Portugal Shakes on Debt Dues - port1

The combination of a substantial near-term load of debt payments due with a downgrade of its credit rating suggests that the yield premium to issue Portuguese debt will continue to push higher, making it harder to finance its near-term issuance, all of which increases the probability that the country asks for outside support. In an auction of 12-month treasury bills today worth €1 Billion, the average yield paid was 4.331%, up from 4.057% two weeks ago. 

And the risk management signals that Portugal is near asking for a bailout include:

  • Sovereign CDS suggests the risk trade is definitely “on”, and has been for over a year. Since a year-to-date low in Portuguese CDS on February 3rd at 389bps, CDS is up 30% to 507bps. Like we saw in the case of Greece and Ireland, when the 300bps level was violated to the upside, a bailout of the country came within weeks. Portugal broke out convincingly from the 300bps level in early September of last year. (See chart below)
  • Like CDS, the risk premium to own Portuguese debt is also reflected by the government’s 10YR bond, which shows yields increasing 100bps year-to-date. 

Portugal Shakes on Debt Dues - pfinal

Finally, PM Socrates announced late yesterday that opposition lawmakers’ resistance to additional budget cuts announced last week to meet deficit targets threatens a “political crisis”.  Socrates and his Socialist party, which does not have a majority in parliament, has put forward an overly ambitious target (in our opinion) to cut the country’s budget deficit from 9.3% of GDP in 2009 to an estimated 7% in 2010, 4.6% in 2011, and to the EU limit of 3% in 2012. The government issued austerity measures in late September 2010 that included a 5% wage reduction for public sector workers earning more than 1,500/month, a hiring freeze, and an increase in VAT from 21% to 23%. Now the government is calling for new austerity plans to control operational and administrative expenses.

Today Socrates said that the plan for the new cost cutting measures would be announced before the EU Summit on March 24-5 and acknowledged that if the new austerity measures are voted down in parliament, his government would likely face early elections.

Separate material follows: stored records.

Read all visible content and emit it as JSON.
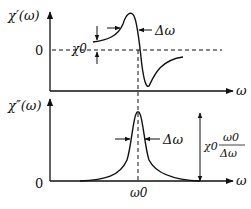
{
  "diagram": {
    "top_plot": {
      "ylabel": "χ′(ω)",
      "xlabel": "ω",
      "zero_label": "0",
      "amplitude_label": "χ0",
      "width_label": "Δω",
      "curve": "dispersion (real part)"
    },
    "bottom_plot": {
      "ylabel": "χ″(ω)",
      "xlabel": "ω",
      "zero_label": "0",
      "center_label": "ω0",
      "width_label": "Δω",
      "peak_label_prefix": "χ0",
      "peak_label_num": "ω0",
      "peak_label_den": "Δω",
      "curve": "absorption (imaginary part, Lorentzian)"
    },
    "colors": {
      "line": "#111111",
      "background": "#ffffff"
    }
  }
}
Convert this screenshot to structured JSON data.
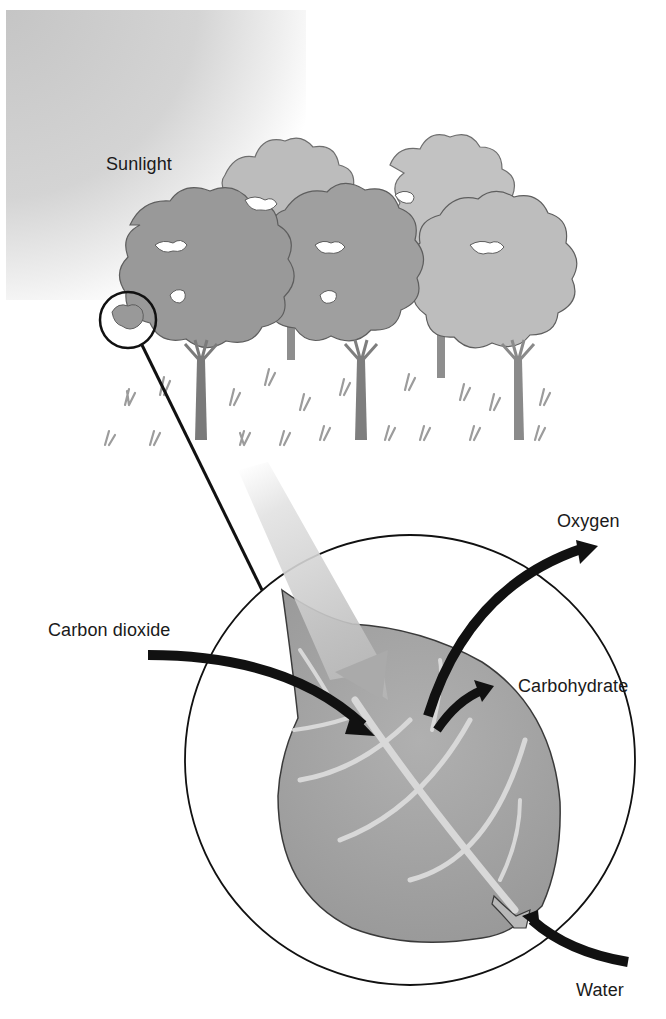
{
  "diagram": {
    "topic": "Photosynthesis",
    "labels": {
      "sunlight": "Sunlight",
      "oxygen": "Oxygen",
      "carbon_dioxide": "Carbon dioxide",
      "carbohydrate": "Carbohydrate",
      "water": "Water"
    },
    "elements": {
      "sky_gradient": "Sunlight shading top-left",
      "trees": [
        "tree-front-left",
        "tree-front-middle",
        "tree-front-right",
        "tree-back-left",
        "tree-back-right"
      ],
      "magnifier": "Circle around leaf cluster linked to enlarged leaf view",
      "leaf": "Enlarged leaf inside large circle",
      "arrows": [
        {
          "name": "sunlight-arrow",
          "direction": "in",
          "from": "top-left"
        },
        {
          "name": "carbon-dioxide-arrow",
          "direction": "in",
          "from": "left"
        },
        {
          "name": "oxygen-arrow",
          "direction": "out",
          "to": "top-right"
        },
        {
          "name": "carbohydrate-arrow",
          "direction": "out",
          "to": "right"
        },
        {
          "name": "water-arrow",
          "direction": "in",
          "from": "bottom-right"
        }
      ]
    },
    "colors": {
      "sky": "#c8c8c8",
      "tree_dark": "#9a9a9a",
      "tree_light": "#bdbdbd",
      "leaf": "#a3a3a3",
      "vein": "#d6d6d6",
      "arrow": "#111111",
      "grass": "#9c9c9c"
    }
  }
}
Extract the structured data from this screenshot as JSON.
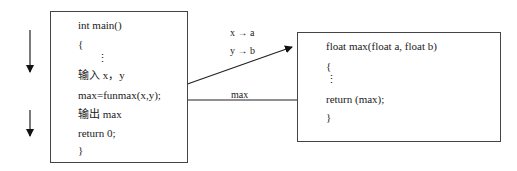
{
  "main_function": {
    "lines": [
      "int main()",
      "{",
      "⋮",
      "输入 x，y",
      "max=funmax(x,y);",
      "输出 max",
      "return 0;",
      "}"
    ]
  },
  "max_function": {
    "lines": [
      "float max(float a, float b)",
      "{",
      "⋮",
      "return (max);",
      "}"
    ]
  },
  "arrows": {
    "param_labels": [
      "x → a",
      "y → b"
    ],
    "return_label": "max"
  }
}
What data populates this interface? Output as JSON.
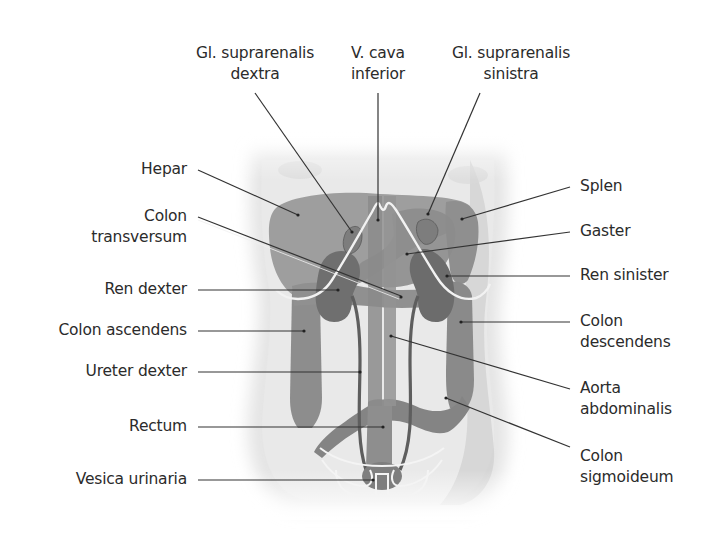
{
  "figure": {
    "type": "anatomical-diagram",
    "colors": {
      "background": "#ffffff",
      "skin": "#e6e6e6",
      "organ_light": "#9a9a9a",
      "organ_mid": "#8a8a8a",
      "organ_dark": "#6e6e6e",
      "outline": "#f4f4f4",
      "leader": "#333333",
      "text": "#2b2b2b"
    }
  },
  "labels_top": [
    {
      "id": "gl-suprarenalis-dextra",
      "line1": "Gl. suprarenalis",
      "line2": "dextra"
    },
    {
      "id": "v-cava-inferior",
      "line1": "V. cava",
      "line2": "inferior"
    },
    {
      "id": "gl-suprarenalis-sinistra",
      "line1": "Gl. suprarenalis",
      "line2": "sinistra"
    }
  ],
  "labels_left": [
    {
      "id": "hepar",
      "line1": "Hepar"
    },
    {
      "id": "colon-transversum",
      "line1": "Colon",
      "line2": "transversum"
    },
    {
      "id": "ren-dexter",
      "line1": "Ren dexter"
    },
    {
      "id": "colon-ascendens",
      "line1": "Colon ascendens"
    },
    {
      "id": "ureter-dexter",
      "line1": "Ureter dexter"
    },
    {
      "id": "rectum",
      "line1": "Rectum"
    },
    {
      "id": "vesica-urinaria",
      "line1": "Vesica urinaria"
    }
  ],
  "labels_right": [
    {
      "id": "splen",
      "line1": "Splen"
    },
    {
      "id": "gaster",
      "line1": "Gaster"
    },
    {
      "id": "ren-sinister",
      "line1": "Ren sinister"
    },
    {
      "id": "colon-descendens",
      "line1": "Colon",
      "line2": "descendens"
    },
    {
      "id": "aorta-abdominalis",
      "line1": "Aorta",
      "line2": "abdominalis"
    },
    {
      "id": "colon-sigmoideum",
      "line1": "Colon",
      "line2": "sigmoideum"
    }
  ]
}
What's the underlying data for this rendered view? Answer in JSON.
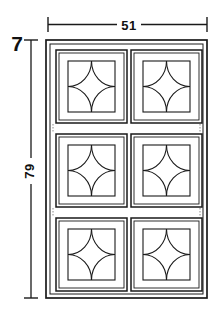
{
  "drawing": {
    "title": "Decorative Panel Grid Elevation",
    "background_color": "#ffffff",
    "line_color": "#1a1a1a",
    "text_color": "#111111",
    "dimensions": {
      "width": {
        "value": "51",
        "label": "51",
        "orientation": "horizontal",
        "position": "top"
      },
      "height": {
        "value": "79",
        "label": "79",
        "orientation": "vertical-rotated",
        "position": "left"
      },
      "callout": {
        "value": "7",
        "label": "7",
        "position": "top-left"
      }
    },
    "panel": {
      "rows": 3,
      "columns": 2,
      "cell_count": 6,
      "motif": "four-corner-quarter-arc-quatrefoil",
      "frame": "double-line-outer-border"
    },
    "cells": [
      {
        "row": 1,
        "column": 1,
        "motif": "quatrefoil"
      },
      {
        "row": 1,
        "column": 2,
        "motif": "quatrefoil"
      },
      {
        "row": 2,
        "column": 1,
        "motif": "quatrefoil"
      },
      {
        "row": 2,
        "column": 2,
        "motif": "quatrefoil"
      },
      {
        "row": 3,
        "column": 1,
        "motif": "quatrefoil"
      },
      {
        "row": 3,
        "column": 2,
        "motif": "quatrefoil"
      }
    ]
  }
}
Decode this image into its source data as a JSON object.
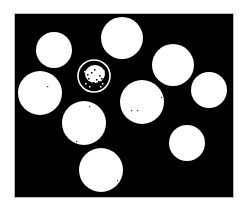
{
  "image": {
    "description": "Binary thresholded image: white circular blobs on black background, one circle shown as a ring with speckled interior",
    "background_color": "#000000",
    "blob_color": "#ffffff",
    "canvas": {
      "x": 14,
      "y": 13,
      "width": 220,
      "height": 185
    },
    "circles": [
      {
        "id": "c1",
        "cx": 54,
        "cy": 50,
        "r": 18,
        "style": "filled"
      },
      {
        "id": "c2",
        "cx": 122,
        "cy": 38,
        "r": 21,
        "style": "filled"
      },
      {
        "id": "c3",
        "cx": 94,
        "cy": 76,
        "r": 17,
        "style": "ring-speckled"
      },
      {
        "id": "c4",
        "cx": 173,
        "cy": 65,
        "r": 21,
        "style": "filled"
      },
      {
        "id": "c5",
        "cx": 40,
        "cy": 93,
        "r": 22,
        "style": "filled"
      },
      {
        "id": "c6",
        "cx": 209,
        "cy": 90,
        "r": 18,
        "style": "filled"
      },
      {
        "id": "c7",
        "cx": 142,
        "cy": 102,
        "r": 22,
        "style": "filled"
      },
      {
        "id": "c8",
        "cx": 84,
        "cy": 123,
        "r": 22,
        "style": "filled"
      },
      {
        "id": "c9",
        "cx": 187,
        "cy": 143,
        "r": 18,
        "style": "filled"
      },
      {
        "id": "c10",
        "cx": 101,
        "cy": 170,
        "r": 22,
        "style": "filled"
      }
    ]
  }
}
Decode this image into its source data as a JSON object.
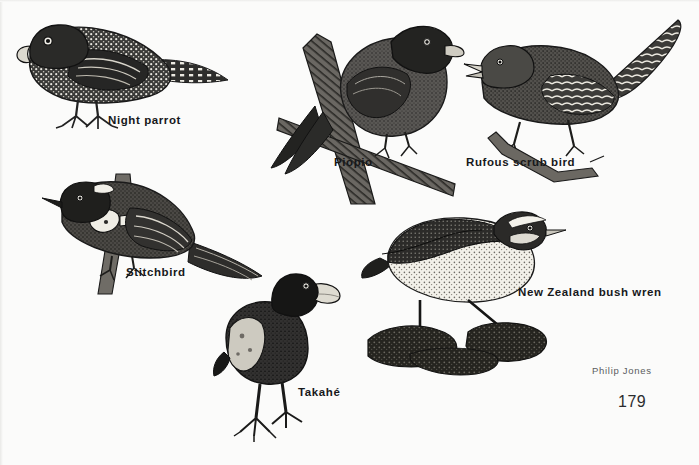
{
  "page": {
    "width": 699,
    "height": 465,
    "background_color": "#fbfbfa",
    "ink_color": "#1a1a1a",
    "medium": "pen-and-ink scraperboard illustration"
  },
  "figures": [
    {
      "id": "night-parrot",
      "label": "Night parrot",
      "label_x": 108,
      "label_y": 120,
      "description": "Stocky mottled dark parrot facing left, standing on short legs, long barred tail extending right",
      "bounds": {
        "x": 8,
        "y": 16,
        "width": 210,
        "height": 118
      }
    },
    {
      "id": "piopio",
      "label": "Piopio",
      "label_x": 334,
      "label_y": 162,
      "description": "Thrush-like bird facing right, perched on a diagonal broken branch, long tail angled down-left",
      "bounds": {
        "x": 262,
        "y": 14,
        "width": 196,
        "height": 196
      }
    },
    {
      "id": "rufous-scrub-bird",
      "label": "Rufous scrub bird",
      "label_x": 466,
      "label_y": 162,
      "description": "Small brown bird facing left with open bill, barred flanks, long tail cocked upward to the right, gripping a thin twig",
      "bounds": {
        "x": 474,
        "y": 18,
        "width": 216,
        "height": 166
      }
    },
    {
      "id": "stitchbird",
      "label": "Stitchbird",
      "label_x": 126,
      "label_y": 272,
      "description": "Honeyeater facing left with dark head, white ear tuft and pale wing bars, perched on an upright branch",
      "bounds": {
        "x": 44,
        "y": 170,
        "width": 218,
        "height": 122
      }
    },
    {
      "id": "takahe",
      "label": "Takahé",
      "label_x": 298,
      "label_y": 392,
      "description": "Heavy flightless rail standing upright facing right, massive pale bill, long legs and splayed toes",
      "bounds": {
        "x": 218,
        "y": 272,
        "width": 112,
        "height": 168
      }
    },
    {
      "id": "new-zealand-bush-wren",
      "label": "New Zealand bush wren",
      "label_x": 518,
      "label_y": 292,
      "description": "Plump short-tailed wren facing right with pale speckled underparts, dark back and white eyebrow stripe, standing on dark rocks",
      "bounds": {
        "x": 366,
        "y": 200,
        "width": 190,
        "height": 170
      }
    }
  ],
  "credit": {
    "text": "Philip Jones",
    "x": 592,
    "y": 371
  },
  "folio": {
    "number": "179",
    "x": 618,
    "y": 400
  }
}
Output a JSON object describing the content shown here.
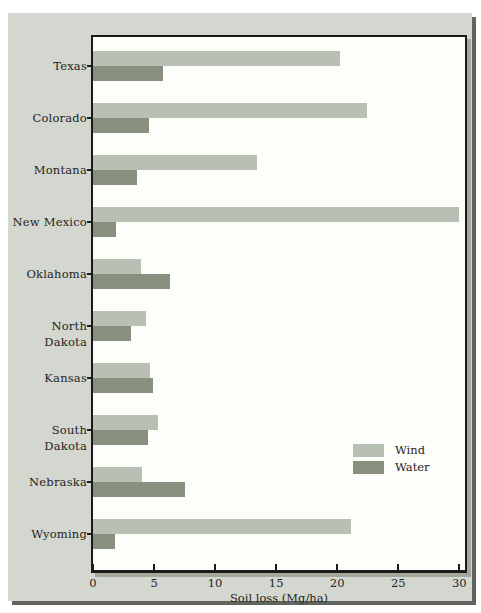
{
  "figure": {
    "type": "textbook-bar-chart-figure",
    "colors": {
      "page_background": "#ffffff",
      "panel_background": "#d3d7cf",
      "panel_shadow": "#5f645e",
      "plot_background": "#fdfdfa",
      "plot_border": "#1a1a18",
      "plot_shadow": "#a3a89c",
      "text": "#262424"
    }
  },
  "chart_data": {
    "type": "bar",
    "orientation": "horizontal",
    "title": "",
    "xlabel": "Soil loss (Mg/ha)",
    "ylabel": "",
    "categories": [
      "Texas",
      "Colorado",
      "Montana",
      "New Mexico",
      "Oklahoma",
      "North Dakota",
      "Kansas",
      "South Dakota",
      "Nebraska",
      "Wyoming"
    ],
    "series": [
      {
        "name": "Wind",
        "color": "#b8bfb3",
        "values": [
          20.2,
          22.4,
          13.4,
          30.0,
          3.9,
          4.3,
          4.7,
          5.3,
          4.0,
          21.1
        ]
      },
      {
        "name": "Water",
        "color": "#87907f",
        "values": [
          5.7,
          4.6,
          3.6,
          1.9,
          6.3,
          3.1,
          4.9,
          4.5,
          7.5,
          1.8
        ]
      }
    ],
    "x_ticks": [
      0,
      5,
      10,
      15,
      20,
      25,
      30
    ],
    "xlim": [
      0,
      30.5
    ],
    "grid": false,
    "legend_position": "inside-right-middle",
    "legend_entries": [
      "Wind",
      "Water"
    ]
  }
}
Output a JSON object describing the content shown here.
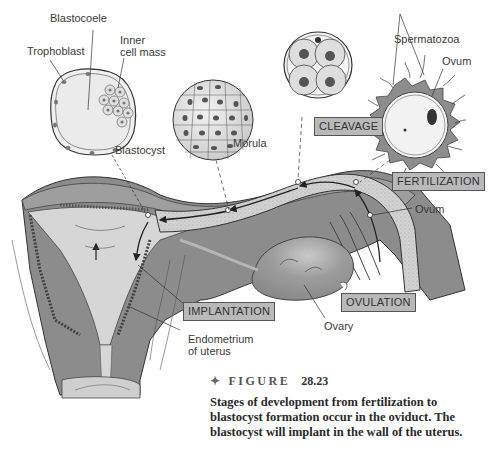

Given the political consternation about the size and shape of its austerity program combined with the near-term forces of rising debt costs into a schedule of sizable payments coming due and estimated -1.3% GDP in 2011 (expect tax revenues to be down!), we think the probability of a near-term bailout in Portugal has greatly increased. We can’t be certain of the position Eurozone leaders will take on Portugal in the days ahead, especially ahead of the EU Summit on March 24-5, but we’d expect the market to continue to punish Portugal as uncertain surrounds the collision of its fiscal and political imbalances and near-term debt obligations.